It's one o'clock on a grey-lidded Dublin afternoon and I am enjoying a fashionably old-fashioned lunch at The Winding Stair, overlooking the ancient city's landmark River Liffey.
This book-lined restaurant's name riffs on a line from the Anglo-Irish poet WB Yeats, but the view out the window from my stripped wood table is all James Joyce.
Ah, that'd be a skiff I see in the distance, a crumpled throwaway. And "Elijah is coming, rode lightly down the Liffey, under Loopline Bridge, shooting the rapids where water chafed around the bridgepiers, sailing eastward past hulls and anchor chains, between the Customhouse old dock and George's quay".
Sounds about the right place to be researching items for an article on a deluxe new trend for deeply traditional food.
Joyce, this city's ultimate author, died more than 80 years ago, but the menu essentials here would have been as familiar to him as the urban scene.
That hand-smoked haddock, for instance, a sweet-tasting local fish poached in milk with onions and white cheddar mash, would surely have received an approving nod.
As for the cockles and mussels, well, the dish famously features in Joyce's Ulysses, whose literary pantry groans with cabbage, celery, wild garlic, leeks, watercress, sorrel, parsley, foraged nettles and sometimes weird-seeming meat arrangements.
All ingredients I recall from my own formative years in the Hutt Valley, seasoned as it was with the two great spices of the Irish (and Anglo-Kiwi) pantry - salt and pepper - and drowned in mutant white sauce. What may have come as more of a surprise to the old man is the newfound wealth on the plate.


What is expected | When a line in the records contains the string "Additional", copy that line.
==================================================
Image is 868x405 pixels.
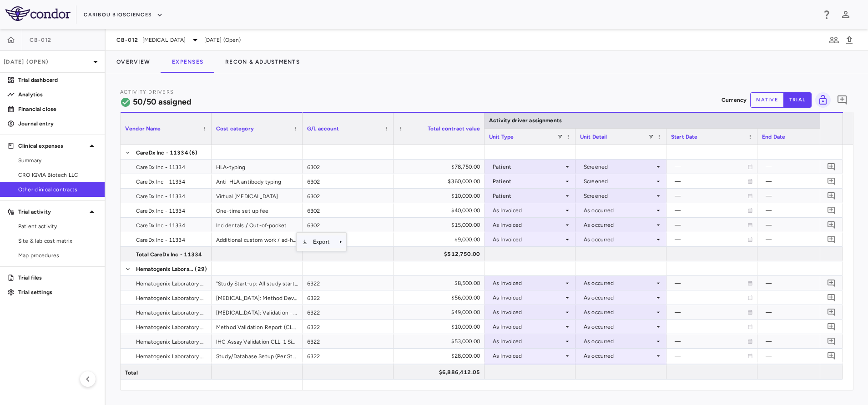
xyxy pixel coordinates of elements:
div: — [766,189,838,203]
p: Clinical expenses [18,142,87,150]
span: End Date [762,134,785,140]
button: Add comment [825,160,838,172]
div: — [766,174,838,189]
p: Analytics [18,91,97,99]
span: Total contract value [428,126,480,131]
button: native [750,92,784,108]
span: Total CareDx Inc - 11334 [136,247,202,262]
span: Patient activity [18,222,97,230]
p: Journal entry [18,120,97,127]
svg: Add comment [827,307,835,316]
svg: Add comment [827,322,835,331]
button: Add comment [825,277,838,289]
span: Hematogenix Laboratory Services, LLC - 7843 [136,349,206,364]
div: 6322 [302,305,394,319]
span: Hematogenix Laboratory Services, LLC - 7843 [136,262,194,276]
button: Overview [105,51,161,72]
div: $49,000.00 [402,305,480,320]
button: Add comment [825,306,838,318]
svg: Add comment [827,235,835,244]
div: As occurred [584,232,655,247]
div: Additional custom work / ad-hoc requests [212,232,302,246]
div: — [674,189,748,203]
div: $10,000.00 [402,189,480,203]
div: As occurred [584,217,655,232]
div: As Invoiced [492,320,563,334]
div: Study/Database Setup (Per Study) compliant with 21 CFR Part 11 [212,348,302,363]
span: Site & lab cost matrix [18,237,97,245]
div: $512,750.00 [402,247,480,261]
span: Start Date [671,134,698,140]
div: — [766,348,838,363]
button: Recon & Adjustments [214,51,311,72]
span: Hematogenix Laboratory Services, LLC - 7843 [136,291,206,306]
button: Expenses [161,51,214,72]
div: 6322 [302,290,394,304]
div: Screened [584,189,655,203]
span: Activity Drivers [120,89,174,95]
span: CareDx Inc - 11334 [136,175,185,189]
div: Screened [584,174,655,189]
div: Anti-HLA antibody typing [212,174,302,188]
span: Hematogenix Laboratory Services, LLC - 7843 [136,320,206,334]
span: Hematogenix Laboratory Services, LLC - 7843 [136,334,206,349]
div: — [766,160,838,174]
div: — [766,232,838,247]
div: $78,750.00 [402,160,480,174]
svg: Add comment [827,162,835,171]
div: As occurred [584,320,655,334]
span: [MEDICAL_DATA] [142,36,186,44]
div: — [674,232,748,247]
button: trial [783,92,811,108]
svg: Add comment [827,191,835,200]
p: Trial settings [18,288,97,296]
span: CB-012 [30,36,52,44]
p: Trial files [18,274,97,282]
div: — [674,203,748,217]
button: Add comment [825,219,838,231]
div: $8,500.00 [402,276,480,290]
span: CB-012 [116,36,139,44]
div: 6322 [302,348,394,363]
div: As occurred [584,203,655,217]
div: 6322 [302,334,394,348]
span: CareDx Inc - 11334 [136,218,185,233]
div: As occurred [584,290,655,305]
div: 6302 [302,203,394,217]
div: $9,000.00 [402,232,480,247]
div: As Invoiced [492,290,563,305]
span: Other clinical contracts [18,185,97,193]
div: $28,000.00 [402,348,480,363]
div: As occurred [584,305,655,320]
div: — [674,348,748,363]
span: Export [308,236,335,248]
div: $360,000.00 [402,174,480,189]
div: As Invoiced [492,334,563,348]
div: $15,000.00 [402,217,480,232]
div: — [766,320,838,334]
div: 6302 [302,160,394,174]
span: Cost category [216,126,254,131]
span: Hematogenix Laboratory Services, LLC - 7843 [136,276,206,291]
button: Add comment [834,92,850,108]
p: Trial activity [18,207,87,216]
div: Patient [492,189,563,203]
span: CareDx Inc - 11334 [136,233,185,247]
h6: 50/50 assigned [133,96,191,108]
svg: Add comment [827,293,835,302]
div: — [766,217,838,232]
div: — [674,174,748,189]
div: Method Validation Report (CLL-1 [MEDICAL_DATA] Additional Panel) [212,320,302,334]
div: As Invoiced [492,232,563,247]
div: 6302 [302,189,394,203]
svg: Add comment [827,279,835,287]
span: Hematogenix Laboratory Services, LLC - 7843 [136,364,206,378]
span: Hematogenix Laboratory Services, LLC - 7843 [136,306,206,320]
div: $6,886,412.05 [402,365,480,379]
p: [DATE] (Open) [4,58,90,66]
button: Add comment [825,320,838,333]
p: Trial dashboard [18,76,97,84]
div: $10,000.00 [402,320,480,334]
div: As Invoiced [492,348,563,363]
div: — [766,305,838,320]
==================================================
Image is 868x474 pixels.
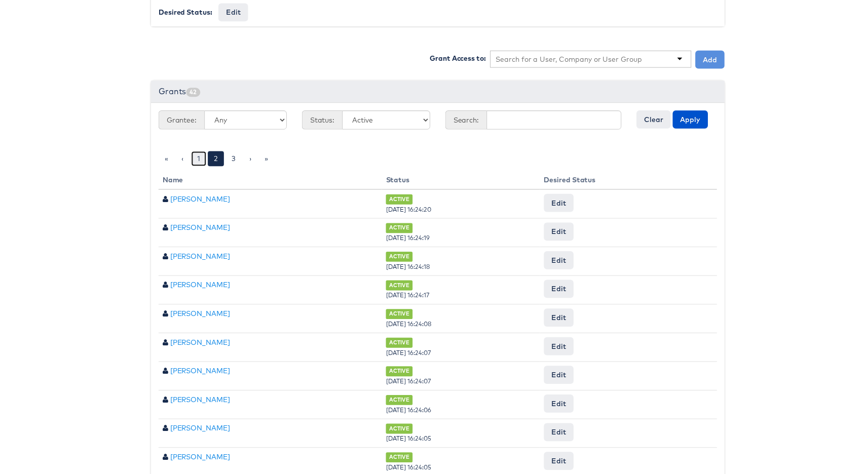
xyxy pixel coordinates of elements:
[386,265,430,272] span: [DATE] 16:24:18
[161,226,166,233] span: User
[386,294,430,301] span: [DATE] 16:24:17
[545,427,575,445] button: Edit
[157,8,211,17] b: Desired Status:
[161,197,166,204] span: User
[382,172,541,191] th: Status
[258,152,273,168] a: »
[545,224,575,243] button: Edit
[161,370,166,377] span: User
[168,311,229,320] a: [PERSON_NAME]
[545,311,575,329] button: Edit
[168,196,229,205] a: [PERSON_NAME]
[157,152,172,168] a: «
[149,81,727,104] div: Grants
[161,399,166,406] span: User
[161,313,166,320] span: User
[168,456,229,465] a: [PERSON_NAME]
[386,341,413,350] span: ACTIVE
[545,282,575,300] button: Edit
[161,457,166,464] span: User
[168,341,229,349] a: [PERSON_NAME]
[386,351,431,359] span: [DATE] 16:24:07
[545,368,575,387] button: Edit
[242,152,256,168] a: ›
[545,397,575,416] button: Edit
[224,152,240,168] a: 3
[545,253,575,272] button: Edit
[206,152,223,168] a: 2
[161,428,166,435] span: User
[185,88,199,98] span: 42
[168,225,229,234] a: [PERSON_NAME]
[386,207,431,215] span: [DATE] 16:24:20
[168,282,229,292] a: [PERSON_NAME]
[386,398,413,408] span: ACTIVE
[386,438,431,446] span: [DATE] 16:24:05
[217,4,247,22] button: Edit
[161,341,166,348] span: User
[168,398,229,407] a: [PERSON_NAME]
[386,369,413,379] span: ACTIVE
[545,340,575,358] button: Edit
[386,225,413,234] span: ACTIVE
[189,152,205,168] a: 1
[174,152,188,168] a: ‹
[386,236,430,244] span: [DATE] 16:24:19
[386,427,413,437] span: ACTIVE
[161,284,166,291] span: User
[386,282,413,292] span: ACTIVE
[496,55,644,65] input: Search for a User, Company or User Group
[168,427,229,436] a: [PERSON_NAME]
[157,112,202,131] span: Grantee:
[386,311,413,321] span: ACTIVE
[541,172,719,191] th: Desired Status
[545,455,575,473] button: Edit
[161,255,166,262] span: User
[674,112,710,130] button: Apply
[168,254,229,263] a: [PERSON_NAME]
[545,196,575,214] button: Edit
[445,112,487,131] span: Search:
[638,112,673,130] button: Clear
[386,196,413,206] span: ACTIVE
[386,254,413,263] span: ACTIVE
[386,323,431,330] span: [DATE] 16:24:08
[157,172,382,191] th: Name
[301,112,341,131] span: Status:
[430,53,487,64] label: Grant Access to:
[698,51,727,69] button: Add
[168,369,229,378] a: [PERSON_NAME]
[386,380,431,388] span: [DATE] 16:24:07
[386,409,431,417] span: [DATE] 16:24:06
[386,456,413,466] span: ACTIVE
==================================================
Answer to this exercise |
div: Additional custom work / ad-hoc requests [212,232,302,246]
div: Method Validation Report (CLL-1 [MEDICAL_DATA] Additional Panel) [212,320,302,334]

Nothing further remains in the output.